Targeted rather than blanket tariffs could effectively boost the West’s critical mineral supply in the face of China’s dominance, Ucore Rare Metals (TSXV: UCU; US-OTC: UURAF) CEO Pat Ryan told a conference in Toronto.
United States President Donald Trump’s tariff policies have become a major economic concern in North America even though his executive orders exempt critical minerals such as rare earths processed in Canada.
“Blanket tariffs are bad,” Ryan told the Critical Mineral Institute’s Summit IV on Tuesday. “But targeted tariffs can be used effectively if we carefully think about each critical mineral and where the price sensitivities are, and we put targeted tariffs that can help prop up the bottom floor of a rare earth or lithium or cobalt.”

A conceptual map of rare earth supply chains. Credit: Blair McBride
Ucore, which operates its RapidSX rare earths (RE) separation demonstration plant in Kingston, Ont. and is building a similar facility in Louisiana, is working towards cross-border integration of a critical mineral supply chain. The company is developing the Bokan Mountain heavy RE elements project in southeastern Alaska, for which it completed a preliminary economic assessment in 2013. Ucore also has a partnership with Defense Metals (TSXV: DEFN) to process RE from the pre-feasibility-stage Wicheeda project in northern British Columbia.
The company reached an agreement for an $18.4 million (C$25.7 million) investment from the United States’ Defense Department to help build the Louisiana plant, Ucore announced Wednesday.
Collaboration is key
Though for now, Trump has opted not to tariff Canadian critical minerals heading south of the border, Ryan stressed that collaboration between economies is essential.
“You have to align. You can’t do it in isolation,” he said, gesturing at a slide showing a map of a conceptual North American supply chain. RE concentrates from Australia and Brazil flows in, which is processed in the U.S. and Canada, and then shipped off to Japan to be made into magnets, and to South Korea and the United Kingdom to be made into metals.
Tariffs aside, critical mineral supply chain integration also isn’t secure yet in Western countries because they have yet to form a viable economic model, Ryan explained.
New model needed
“In North America, every mine, every beneficiator, every processor, provider, downstream manufacturer, you’ve all got to be profitable,” he said. “In China it’s state backed, and it’s [got a] long term plan. If one part falls apart, the state steps in. It’s a bit of an unfair advantage, but it’s something we have to deal with.”
Another lesson the West can learn from China is the timeline for its mineral strategy, Ryan said.
It will cost a lot of money, it will be a multi-decade procedure, and it has to be consistent from one political administration to the next.
Long timeline
“It can’t be that the new administration comes in, [and says] ‘Well, that one’s gone. They were bad. They didn’t know what they were doing. Let’s put a new procedure in place.’”, he said, “It’s got to be like the Chinese approach, where it’s a long game.”
With the U.S. economy representing about 26% of the global economy, Ryan suggested the remaining 74% of the world’s economy will figure out how to work well together if the U.S. decides to further go it alone.
“We can’t let that happen,” he said. “China will absolutely be the beneficiary of this tariff war that continues the way it is. They were the ones that take that 74% and they make the most out of it.”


EXERCISE:
Exclude the images and transcribe the entries below precisely.

GIVEN INFORMATION:

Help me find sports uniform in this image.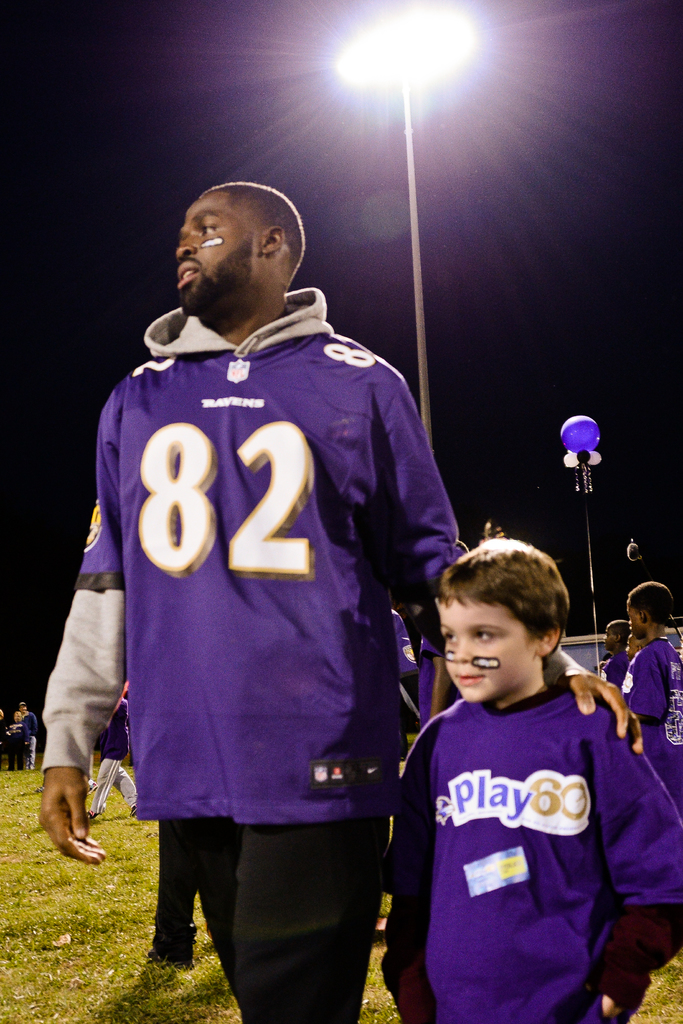
Found it: crop(37, 287, 455, 1023).
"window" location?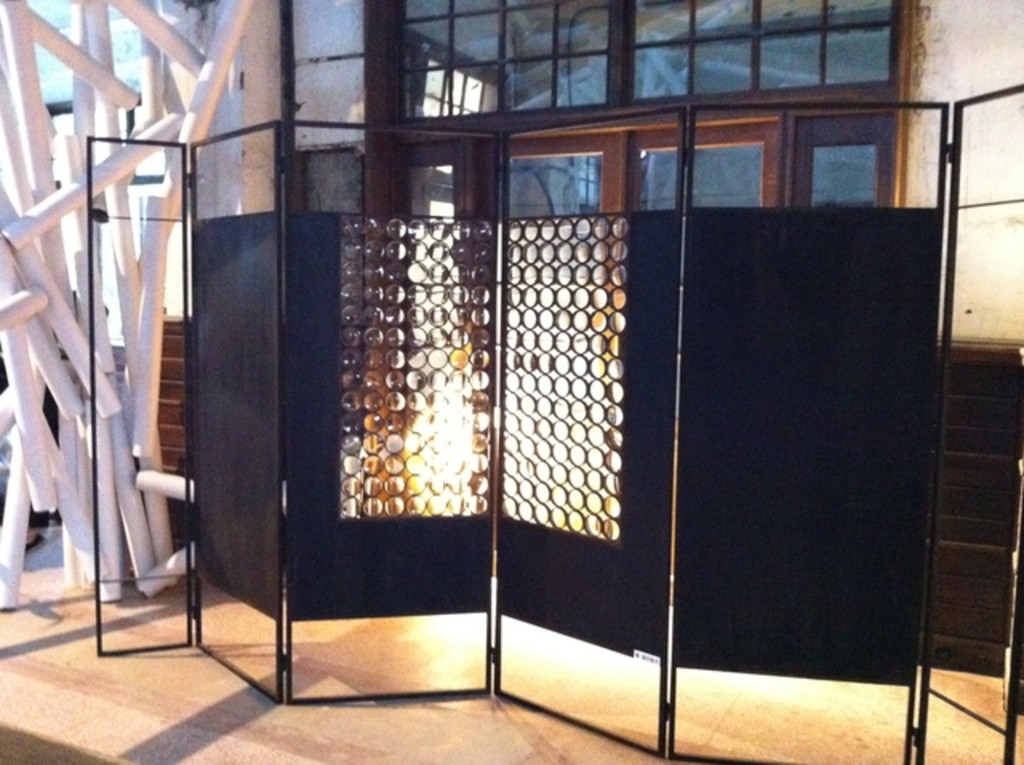
<bbox>390, 141, 478, 222</bbox>
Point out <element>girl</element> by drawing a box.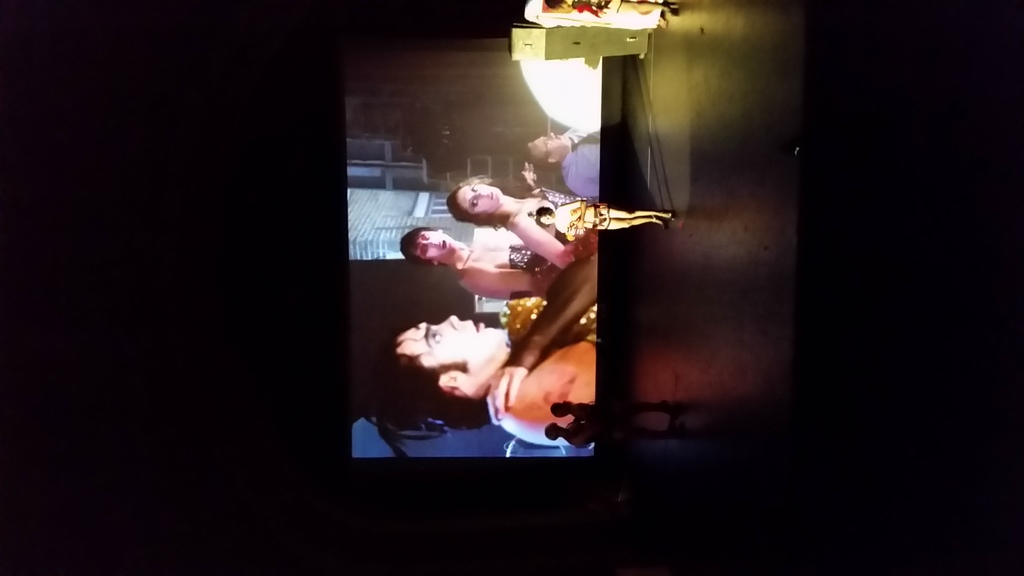
box(444, 172, 602, 270).
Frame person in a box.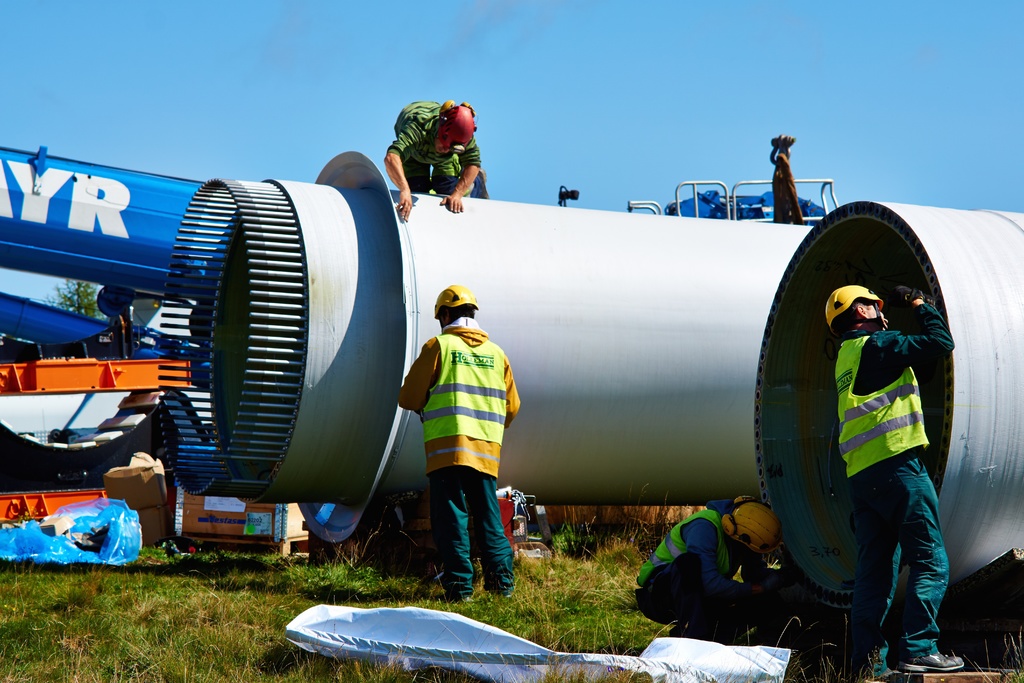
<region>761, 138, 812, 222</region>.
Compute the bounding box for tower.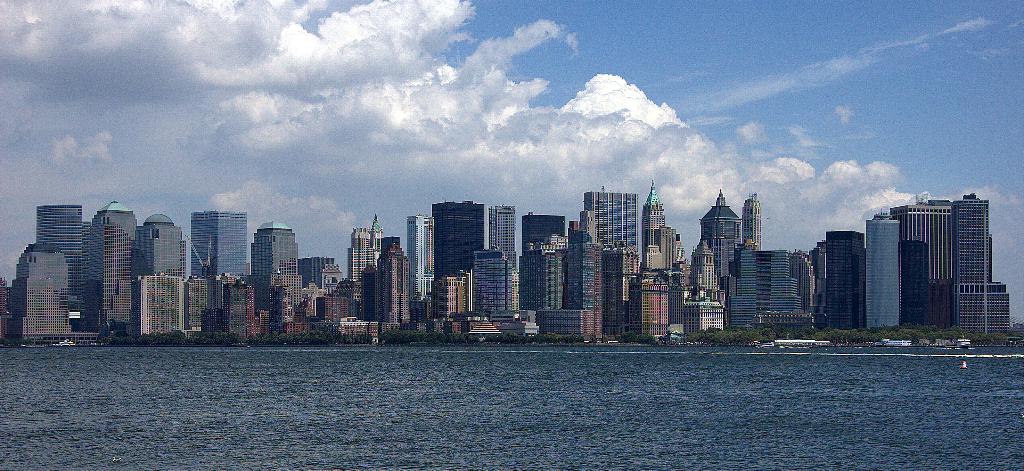
locate(9, 236, 69, 335).
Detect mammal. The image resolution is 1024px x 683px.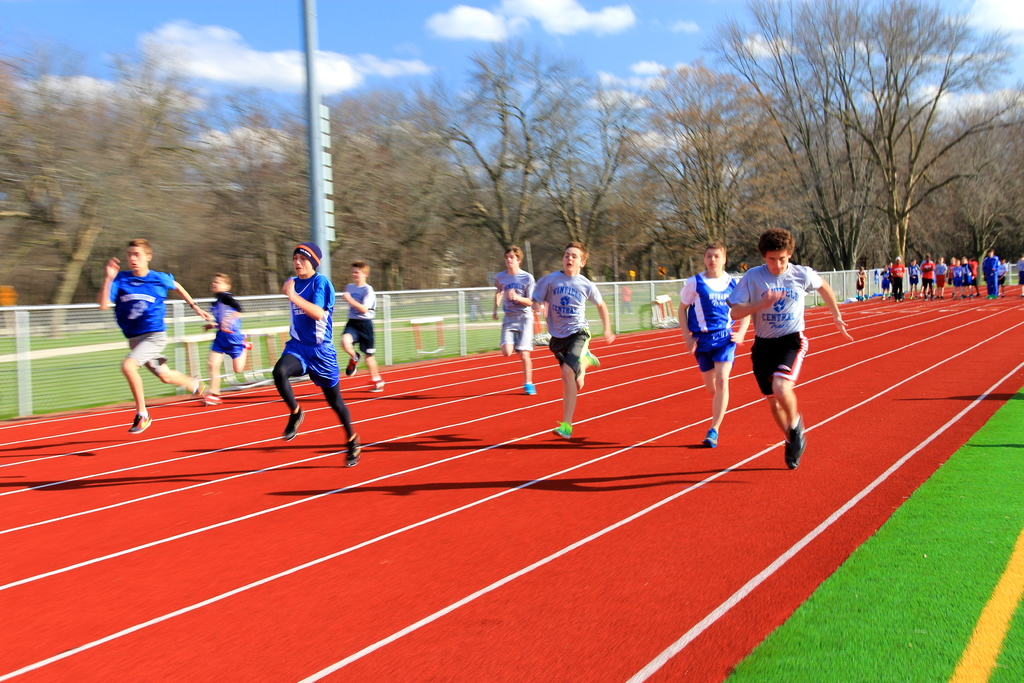
l=96, t=237, r=216, b=433.
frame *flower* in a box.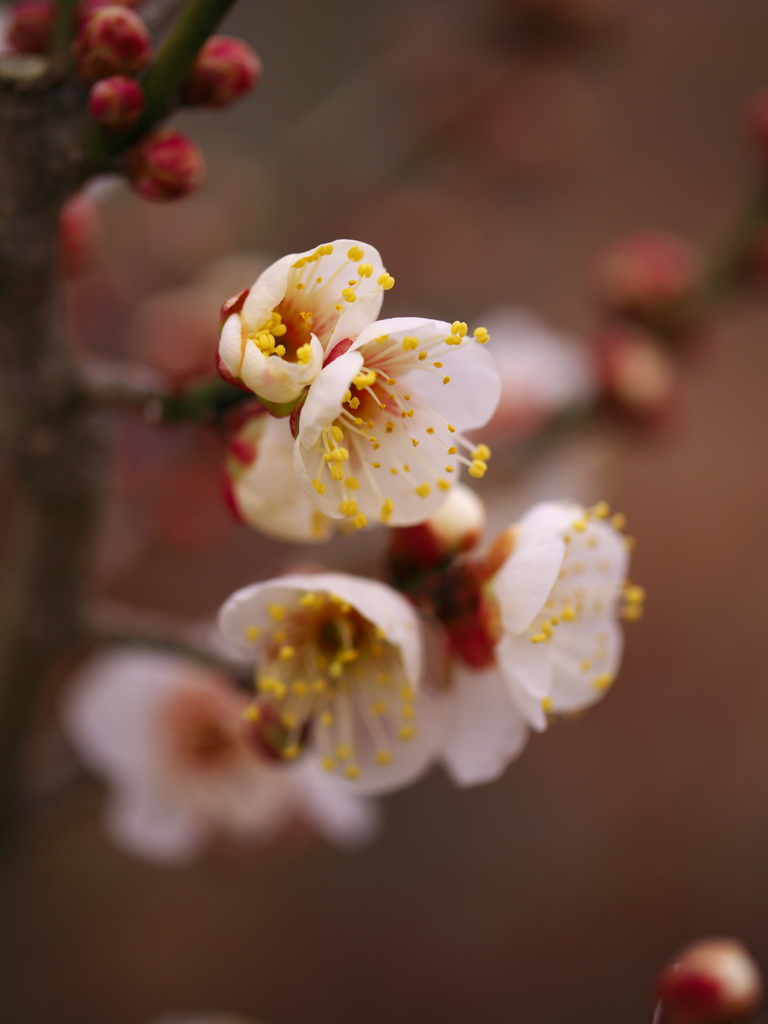
BBox(376, 567, 544, 786).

RESPONSE AREA:
Help me find sports uniform in this image.
Found it: crop(37, 287, 455, 1023).
"window" location?
<bbox>390, 141, 478, 222</bbox>
Point out <element>girl</element> by drawing a box.
box(444, 172, 602, 270).
Frame person in a box.
<region>761, 138, 812, 222</region>.
Compute the bounding box for tower.
locate(9, 236, 69, 335).
Detect mammal. The image resolution is 1024px x 683px.
l=96, t=237, r=216, b=433.
frame *flower* in a box.
BBox(376, 567, 544, 786).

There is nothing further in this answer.